A noteworthy aspect of the IT environment supporting users and operations in the building is a completely new print and imaging infrastructure, highlighted by a move to a more centralized print model based on print centres, printer device consolidation based on MFPs, and perhaps most notably the adoption of 'follow-me-printing' (FMP) functionality (a.k.a. "pull printing" or "secure printing"). FMP changes the way users print, from 'pushing' print jobs to whatever print device they choose, to 'pulling' pending print jobs from a central server only when the user authenticates at a print device somewhere within the print environment.
The objectives that shaped our new infrastructure include the desire to reduce cost, print more efficiently, improve the tracking and manageability of print assets, enhance security around printed documents, and further align our print activity with our commitment to sustainable IT.
Let's explore several aspects of how FMP contributes to those objectives.
With FMP, the need for users in Finance and HR, for example, to have personal printers for security reasons goes away since documents are only outputted at printing centres when the user is there to authenticate the print job and immediately retrieve the document.
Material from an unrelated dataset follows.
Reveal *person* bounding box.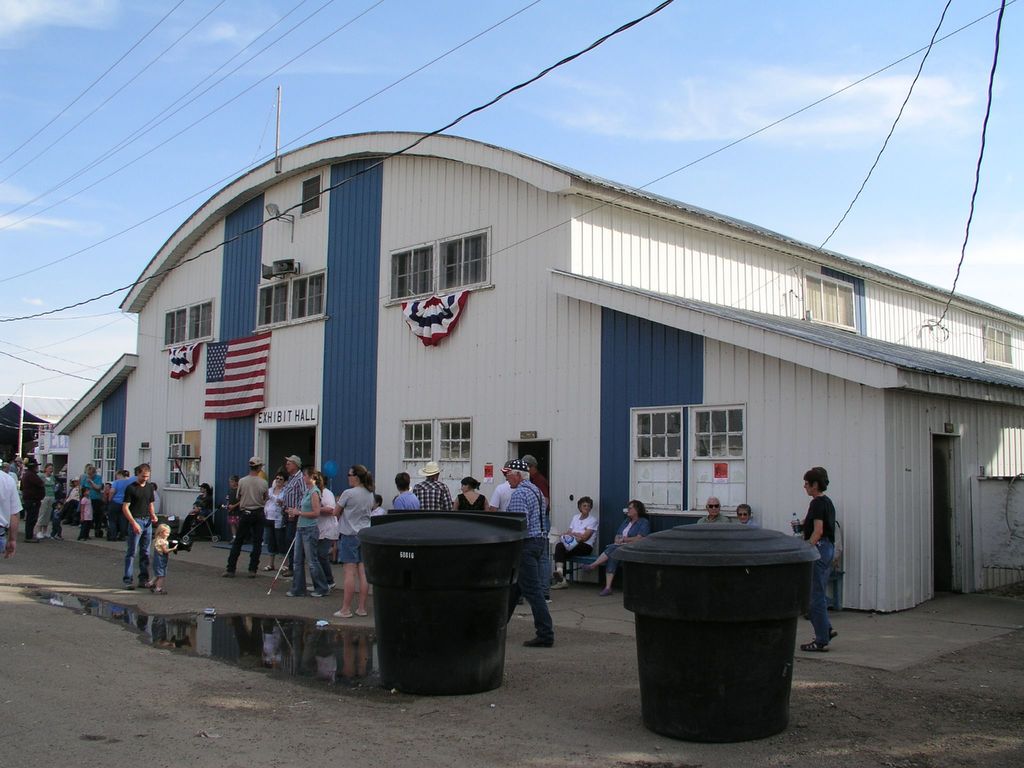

This allowed Compugen to substantially reduce the number of print devices needed, from 85 previously (ranging from large, networked MFPs to small, locally connected personal printers) to just 9 MFPs in the new building, a reduction of nearly 90%. In addition, the PC-attached personal printers were expensive to operate and harder to track from an 'asset management' perspective because they were 'off net'.
FMP also helps reduce the volume of printing, thus reducing cost and environmental impact, not only by eliminating the waste arising previously from unclaimed or duplicated print jobs, but also by forcing users to consider whether a print job is really necessary. Users may no longer be so quick to send everything to print, knowing that they now have to get up and walk to a print centre to retrieve those jobs; and when users, standing at a printer in the print centre, authenticate themselves and see all the print jobs in their queue they will have to wait on, they may choose not to print certain jobs after all.
Oh, and by the way, the adoption of FMP technology for Compugen's new head office–we chose SafeQ by YSoft for this particular need–was also driven by our desire to ensure that, as a provider of print optimization solutions and services, we are fully conversant in the application and potential benefits of this exciting technology and the 'lessons learned' that can only come from hands-on implementation experience. So, if you would like to find out how this Compugen knowledge and experience can help your organization shape and implement an effective enterprise imaging strategy, feel free to either e-mail me, visit www.compugen.com or call us at 1-800-387-5045.
The Hewlett-Packard Colour Laserjet 9050 MFP is a core component of the Compugen FMP strategyCompugen's Follow-me printing infrastructure depends upon Hewlett-Packard devices.